Wolves in the region lost federal endangered protections in 2011 under an act of Congress after the species had rebounded from widespread extermination last century.

Hundreds of wolves are now killed annually by hunters and trappers in Montana, Idaho and Wyoming. Yet the population remains strong — more than 3,000 animals, according to wildlife officials — because the wolves breed so successfully and can roam huge areas of wild land in the sparsely populated Northern Rockies.
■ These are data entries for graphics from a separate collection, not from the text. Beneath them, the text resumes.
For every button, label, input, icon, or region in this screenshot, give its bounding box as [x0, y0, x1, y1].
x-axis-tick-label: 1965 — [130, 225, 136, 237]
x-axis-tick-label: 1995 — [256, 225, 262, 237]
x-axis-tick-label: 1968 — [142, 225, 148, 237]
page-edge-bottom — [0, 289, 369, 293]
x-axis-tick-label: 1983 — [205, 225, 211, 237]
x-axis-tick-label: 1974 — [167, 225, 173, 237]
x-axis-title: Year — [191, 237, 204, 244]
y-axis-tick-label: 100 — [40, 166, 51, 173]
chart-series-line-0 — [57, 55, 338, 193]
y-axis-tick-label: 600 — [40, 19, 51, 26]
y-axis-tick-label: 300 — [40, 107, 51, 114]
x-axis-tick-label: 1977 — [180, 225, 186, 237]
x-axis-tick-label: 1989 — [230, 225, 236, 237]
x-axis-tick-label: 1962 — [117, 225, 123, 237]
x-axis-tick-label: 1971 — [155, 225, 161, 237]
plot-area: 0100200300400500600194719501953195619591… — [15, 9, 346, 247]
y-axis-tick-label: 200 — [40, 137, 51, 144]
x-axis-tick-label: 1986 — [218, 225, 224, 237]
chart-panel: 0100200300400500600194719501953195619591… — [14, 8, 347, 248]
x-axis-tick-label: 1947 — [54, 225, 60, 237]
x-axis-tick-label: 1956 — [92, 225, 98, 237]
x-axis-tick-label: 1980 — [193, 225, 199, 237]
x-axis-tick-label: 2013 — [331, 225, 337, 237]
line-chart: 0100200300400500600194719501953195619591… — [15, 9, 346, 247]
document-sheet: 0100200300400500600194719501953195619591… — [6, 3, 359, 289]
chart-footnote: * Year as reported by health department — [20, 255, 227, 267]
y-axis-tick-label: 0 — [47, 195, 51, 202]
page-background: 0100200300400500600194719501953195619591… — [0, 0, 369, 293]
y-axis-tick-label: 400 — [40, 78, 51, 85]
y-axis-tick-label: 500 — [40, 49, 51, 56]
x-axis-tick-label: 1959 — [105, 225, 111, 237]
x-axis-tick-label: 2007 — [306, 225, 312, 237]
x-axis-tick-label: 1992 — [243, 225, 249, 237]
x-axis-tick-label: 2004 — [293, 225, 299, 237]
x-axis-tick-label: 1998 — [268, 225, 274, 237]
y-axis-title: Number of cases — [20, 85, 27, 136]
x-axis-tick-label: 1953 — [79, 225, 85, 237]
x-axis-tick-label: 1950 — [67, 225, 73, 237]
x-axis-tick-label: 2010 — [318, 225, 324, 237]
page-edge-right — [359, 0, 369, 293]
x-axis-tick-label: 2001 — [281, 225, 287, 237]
The new laws had been opposed by some former wildlife officials and reflect an increasingly partisan approach to predator management in state houses that are dominated by Republicans. Supporters of restoring protections say the changes will tip the scales and drive down wolf numbers to unsustainable levels, while also threatening packs in nearby states that have interconnected populations.

They argue the changes violated the terms that allowed state management of wolves, and want Haaland to act before the looser hunting rules start going into effect in Idaho on July 1.
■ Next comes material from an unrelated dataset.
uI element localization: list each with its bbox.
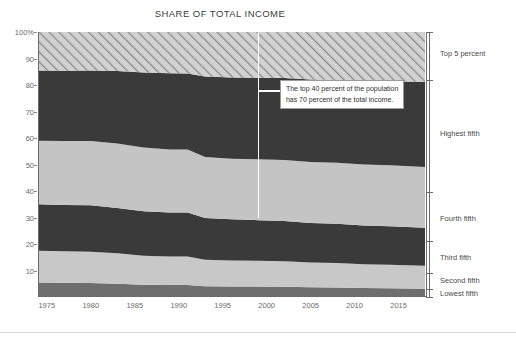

“The (U.S. Fish and Wildlife) Service was very clear that a change in state law that allowed for unregulated, unlimited take of wolves would set off the alarm,” said attorney Nicholas Arrivo with the Humane Society of the United States. “This is essentially an attempt to push the population down to the very minimum."

Wednesday's petition seeks to restore protections across all or portions of at least six states — Montana, Idaho, Wyoming, eastern Washington, eastern Oregon and a small area of northern Utah. It steps up pressure on the administration over wolf populations that were declared recovered when President Joe Biden served as vice president under former President Barack Obama.
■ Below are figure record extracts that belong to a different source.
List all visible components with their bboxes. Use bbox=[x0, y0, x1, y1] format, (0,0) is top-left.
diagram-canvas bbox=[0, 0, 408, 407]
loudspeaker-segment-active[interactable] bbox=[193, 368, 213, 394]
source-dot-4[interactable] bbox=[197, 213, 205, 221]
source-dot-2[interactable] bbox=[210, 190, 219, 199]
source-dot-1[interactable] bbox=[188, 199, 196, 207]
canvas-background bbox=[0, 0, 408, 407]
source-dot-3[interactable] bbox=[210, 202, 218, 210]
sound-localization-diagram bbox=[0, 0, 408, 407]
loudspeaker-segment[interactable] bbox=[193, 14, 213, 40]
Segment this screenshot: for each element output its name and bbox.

Biden also inherited a legal fight in the Midwest over the Trump administration's removal of protections for wolves in Minnesota, Wisconsin and Michigan.

In both regions, hunting groups and livestock producers successfully lobbied for more permissive hunting regulations to counter persistent wolf attacks on livestock and big game animals.

Idaho lawmakers who sponsored a law signed earlier this month by Republican Gov. Brad Little said they wanted to reduce the state’s 1,500 wolves to the allowed minimum of 150 to protect livestock and boost deer and elk herds.

In Montana, Republican Gov. Greg Gianforte — who received a warning this year for trapping a wolf without taking a required certification class in violation of state rules — signed a law last month requiring wolf numbers to be reduced, although not below 15 breeding pairs of the animals.

“It wasn't to reduce them to zero, it was to reduce them to a sustainable level,” said Greg Lemon with Montana Fish, Wildlife and Parks. “We've got the track record and the statutory framework to ensure they are managed to that sustainable level.”

Montana U.S. Sen. Jon Tester, who offered the 2011 legislation that put wolves under state control, declined to comment directly on the new laws but said science needs to drive decisions on wolves.

"It is up to state officials in Montana to continue to ensure that population numbers remain adequate so wolves don’t get relisted,” the Democratic lawmaker said in a statement.

In Idaho, hunting rules already had been incrementally loosened over the past decade without causing a huge spike in the number of wolves killed, said Idaho Fish and Game spokesperson Roger Phillips. Hunters and trappers killed about 500 wolves in the state in 2020.

Idaho officials will be able to closely track how many are killed under the new rules through a mandatory reporting system. However, if problems emerge, any changes would have to be made by lawmakers after they took away wolf management decisions from state wildlife commissioners, Phillips said.

The Fish and Wildlife Service has long contended it’s not necessary for wolves to be in every place they once inhabited to be considered recovered. Spokesperson Vanessa Kauffman would not say if federal officials were looking at the new laws. The agency has 90 days to decide if protections may be warranted, but has not always met deadlines with previous petitions.

Wolves were wiped out across most of the U.S. by the 1930s under government-sponsored poisoning and trapping campaigns. They were reintroduced from Canada into the Northern Rockies in the 1990s and expanded over the past two decades into parts of Oregon, Washington and California.

The population in the Midwest has grown to some 4,400 wolves. In Colorado, voters last year passed a measure requiring the state to begin reintroducing wolves in coming years.